June 2009, Palais de Versailles: French president Nicolas Sarkozy declares in a major policy speech that the “burqa is not a sign of religion, it is a sign of subservience. It will not be welcome on the territory of the French republic.” Sarkozy does this while ignoring the fact that the women wearing this garment are as French as he is. In this fiercely republican discourse taking place in a monarchist palace he also declares that the burqa “is not the idea that the French republic has about a women’s dignity” while missing  another point — this “idea” about women’s dignity did not allow French women to vote until 1944. French women earned their right to vote after Turkish women, whose access to European citizenship is now denied by Sarkozy.

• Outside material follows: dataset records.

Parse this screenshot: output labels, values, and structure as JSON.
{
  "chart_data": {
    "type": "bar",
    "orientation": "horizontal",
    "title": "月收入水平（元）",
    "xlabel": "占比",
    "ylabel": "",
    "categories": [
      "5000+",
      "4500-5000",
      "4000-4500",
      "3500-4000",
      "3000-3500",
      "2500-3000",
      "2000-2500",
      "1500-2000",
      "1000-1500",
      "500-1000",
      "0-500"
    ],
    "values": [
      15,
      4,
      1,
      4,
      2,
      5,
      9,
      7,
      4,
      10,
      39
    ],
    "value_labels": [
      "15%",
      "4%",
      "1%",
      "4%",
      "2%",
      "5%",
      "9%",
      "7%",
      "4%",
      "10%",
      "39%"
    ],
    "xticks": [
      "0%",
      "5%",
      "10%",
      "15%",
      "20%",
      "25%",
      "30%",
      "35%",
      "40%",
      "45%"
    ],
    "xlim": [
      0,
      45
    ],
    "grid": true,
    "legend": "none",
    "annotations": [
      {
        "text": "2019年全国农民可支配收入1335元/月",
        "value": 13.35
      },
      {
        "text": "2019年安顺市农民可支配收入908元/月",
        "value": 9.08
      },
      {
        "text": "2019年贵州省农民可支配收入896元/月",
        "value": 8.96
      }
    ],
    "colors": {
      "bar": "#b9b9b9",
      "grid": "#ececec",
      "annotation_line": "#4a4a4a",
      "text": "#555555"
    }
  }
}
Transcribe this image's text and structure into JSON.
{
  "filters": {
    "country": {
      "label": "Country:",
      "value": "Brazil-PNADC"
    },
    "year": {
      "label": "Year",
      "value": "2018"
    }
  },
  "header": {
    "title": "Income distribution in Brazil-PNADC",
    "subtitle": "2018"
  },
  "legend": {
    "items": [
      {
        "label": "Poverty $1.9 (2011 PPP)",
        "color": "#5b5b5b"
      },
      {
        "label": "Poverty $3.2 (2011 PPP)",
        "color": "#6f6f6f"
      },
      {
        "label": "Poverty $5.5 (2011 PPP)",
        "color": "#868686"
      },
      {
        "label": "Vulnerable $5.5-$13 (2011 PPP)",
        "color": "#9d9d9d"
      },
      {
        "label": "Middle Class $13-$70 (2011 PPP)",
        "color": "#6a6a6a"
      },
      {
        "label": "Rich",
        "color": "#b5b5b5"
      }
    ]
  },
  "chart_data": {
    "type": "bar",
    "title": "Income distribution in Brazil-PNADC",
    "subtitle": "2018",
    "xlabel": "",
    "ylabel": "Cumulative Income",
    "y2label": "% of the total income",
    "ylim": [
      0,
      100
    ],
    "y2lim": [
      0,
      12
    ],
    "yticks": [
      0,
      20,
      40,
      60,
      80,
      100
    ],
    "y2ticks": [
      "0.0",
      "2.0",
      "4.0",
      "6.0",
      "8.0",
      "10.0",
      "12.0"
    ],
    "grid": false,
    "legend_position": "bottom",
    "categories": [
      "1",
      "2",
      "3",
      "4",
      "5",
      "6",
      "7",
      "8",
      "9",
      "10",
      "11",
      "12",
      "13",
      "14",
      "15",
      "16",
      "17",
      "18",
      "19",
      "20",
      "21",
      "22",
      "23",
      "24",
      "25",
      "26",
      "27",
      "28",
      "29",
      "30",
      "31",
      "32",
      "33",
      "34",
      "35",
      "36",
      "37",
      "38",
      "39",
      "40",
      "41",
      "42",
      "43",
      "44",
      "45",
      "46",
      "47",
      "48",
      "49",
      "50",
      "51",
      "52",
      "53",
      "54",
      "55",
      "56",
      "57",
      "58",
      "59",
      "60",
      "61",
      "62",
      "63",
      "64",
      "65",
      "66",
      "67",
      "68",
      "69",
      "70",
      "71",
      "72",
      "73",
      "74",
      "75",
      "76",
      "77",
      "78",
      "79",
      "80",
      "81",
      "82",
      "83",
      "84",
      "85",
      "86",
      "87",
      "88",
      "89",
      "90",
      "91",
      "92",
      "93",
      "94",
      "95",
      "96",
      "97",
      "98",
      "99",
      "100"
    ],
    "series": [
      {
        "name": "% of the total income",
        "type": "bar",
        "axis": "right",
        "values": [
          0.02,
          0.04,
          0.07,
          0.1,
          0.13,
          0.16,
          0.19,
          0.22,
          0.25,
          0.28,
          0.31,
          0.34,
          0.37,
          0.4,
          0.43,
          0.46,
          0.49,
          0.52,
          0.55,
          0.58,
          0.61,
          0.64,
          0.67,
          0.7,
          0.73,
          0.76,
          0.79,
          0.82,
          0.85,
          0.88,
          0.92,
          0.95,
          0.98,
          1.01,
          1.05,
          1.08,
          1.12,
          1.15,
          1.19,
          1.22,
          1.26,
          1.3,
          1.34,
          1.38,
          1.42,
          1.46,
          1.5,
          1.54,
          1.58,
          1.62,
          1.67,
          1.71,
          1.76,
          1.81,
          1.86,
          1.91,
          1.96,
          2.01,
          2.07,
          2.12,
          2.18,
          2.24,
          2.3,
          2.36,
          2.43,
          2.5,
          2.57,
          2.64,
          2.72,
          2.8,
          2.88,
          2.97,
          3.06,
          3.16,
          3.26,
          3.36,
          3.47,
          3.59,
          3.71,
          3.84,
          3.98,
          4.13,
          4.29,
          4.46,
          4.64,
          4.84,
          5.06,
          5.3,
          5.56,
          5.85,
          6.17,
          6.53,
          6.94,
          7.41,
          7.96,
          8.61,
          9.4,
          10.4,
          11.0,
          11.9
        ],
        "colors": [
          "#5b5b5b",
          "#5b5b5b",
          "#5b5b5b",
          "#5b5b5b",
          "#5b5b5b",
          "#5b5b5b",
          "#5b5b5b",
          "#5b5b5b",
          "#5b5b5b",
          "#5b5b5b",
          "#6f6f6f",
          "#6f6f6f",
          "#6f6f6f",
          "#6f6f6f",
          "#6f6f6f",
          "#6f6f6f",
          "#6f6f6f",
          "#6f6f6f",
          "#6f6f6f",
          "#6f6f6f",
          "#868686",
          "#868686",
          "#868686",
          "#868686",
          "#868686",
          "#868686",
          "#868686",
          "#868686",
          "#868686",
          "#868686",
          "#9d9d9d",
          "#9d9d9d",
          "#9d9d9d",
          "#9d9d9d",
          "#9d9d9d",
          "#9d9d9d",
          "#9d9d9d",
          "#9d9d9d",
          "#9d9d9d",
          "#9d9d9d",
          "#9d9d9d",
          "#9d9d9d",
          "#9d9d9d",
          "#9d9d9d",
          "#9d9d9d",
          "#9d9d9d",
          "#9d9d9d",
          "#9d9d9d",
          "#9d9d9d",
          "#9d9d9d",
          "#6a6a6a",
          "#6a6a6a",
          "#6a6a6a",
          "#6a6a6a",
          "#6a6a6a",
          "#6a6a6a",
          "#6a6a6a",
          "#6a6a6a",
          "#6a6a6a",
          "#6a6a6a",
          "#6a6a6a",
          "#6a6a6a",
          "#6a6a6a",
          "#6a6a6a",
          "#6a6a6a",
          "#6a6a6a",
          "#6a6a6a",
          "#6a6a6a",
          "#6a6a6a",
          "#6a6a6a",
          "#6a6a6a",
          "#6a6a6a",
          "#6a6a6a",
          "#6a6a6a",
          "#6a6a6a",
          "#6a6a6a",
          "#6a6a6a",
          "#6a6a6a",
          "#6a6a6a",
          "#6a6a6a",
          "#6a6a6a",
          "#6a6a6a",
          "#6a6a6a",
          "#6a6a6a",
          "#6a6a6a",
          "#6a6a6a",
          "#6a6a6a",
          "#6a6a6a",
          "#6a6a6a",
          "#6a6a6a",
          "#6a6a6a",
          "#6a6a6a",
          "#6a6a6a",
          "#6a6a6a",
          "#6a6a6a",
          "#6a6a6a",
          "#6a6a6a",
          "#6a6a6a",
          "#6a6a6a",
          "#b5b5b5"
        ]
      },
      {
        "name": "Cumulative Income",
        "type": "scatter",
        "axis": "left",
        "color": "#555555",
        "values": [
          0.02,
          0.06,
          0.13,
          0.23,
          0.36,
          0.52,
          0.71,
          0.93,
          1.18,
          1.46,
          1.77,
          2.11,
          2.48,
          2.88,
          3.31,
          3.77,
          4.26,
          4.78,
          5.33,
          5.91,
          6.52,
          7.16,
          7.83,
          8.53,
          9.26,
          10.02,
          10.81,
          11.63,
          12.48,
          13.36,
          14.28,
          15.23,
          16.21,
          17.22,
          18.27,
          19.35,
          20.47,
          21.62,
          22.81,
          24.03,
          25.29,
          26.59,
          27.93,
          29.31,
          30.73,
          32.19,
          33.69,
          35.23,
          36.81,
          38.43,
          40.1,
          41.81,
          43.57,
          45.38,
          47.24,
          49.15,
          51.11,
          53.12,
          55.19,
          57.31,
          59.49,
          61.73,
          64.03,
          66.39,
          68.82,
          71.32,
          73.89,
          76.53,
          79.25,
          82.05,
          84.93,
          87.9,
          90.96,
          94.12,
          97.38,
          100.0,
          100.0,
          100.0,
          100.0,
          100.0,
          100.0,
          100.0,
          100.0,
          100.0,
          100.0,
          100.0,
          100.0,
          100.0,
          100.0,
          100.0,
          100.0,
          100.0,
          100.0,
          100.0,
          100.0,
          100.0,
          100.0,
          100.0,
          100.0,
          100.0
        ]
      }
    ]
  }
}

By extension, the ideas the French republic has about its Muslim community can be understood through the 750 euro joke of Minister Brice Hortefeux: “We always need one [Arab, Muslim]. When there’s one, that’s alright. It’s when there are a lot of them that there are problems.” With these words, he echoed the presidential “inflammatory language” against minorities and the poor: Sarkozy once referred to people living in impoverished areas “scum.” But Nadine Morano (Secretary of State for Family Affairs) asked Muslims (not the President) to speak properly by saying: “I want them to love France when they live here, to find work and not to speak in slang. They shouldn’t put their caps on back to front,” as if all Muslims in France live in suburbs, wear either a cap or a burqa, and need to be reminded that France can never be their real home.

Continue reading “Who is welcome on the territory of the French Republic?”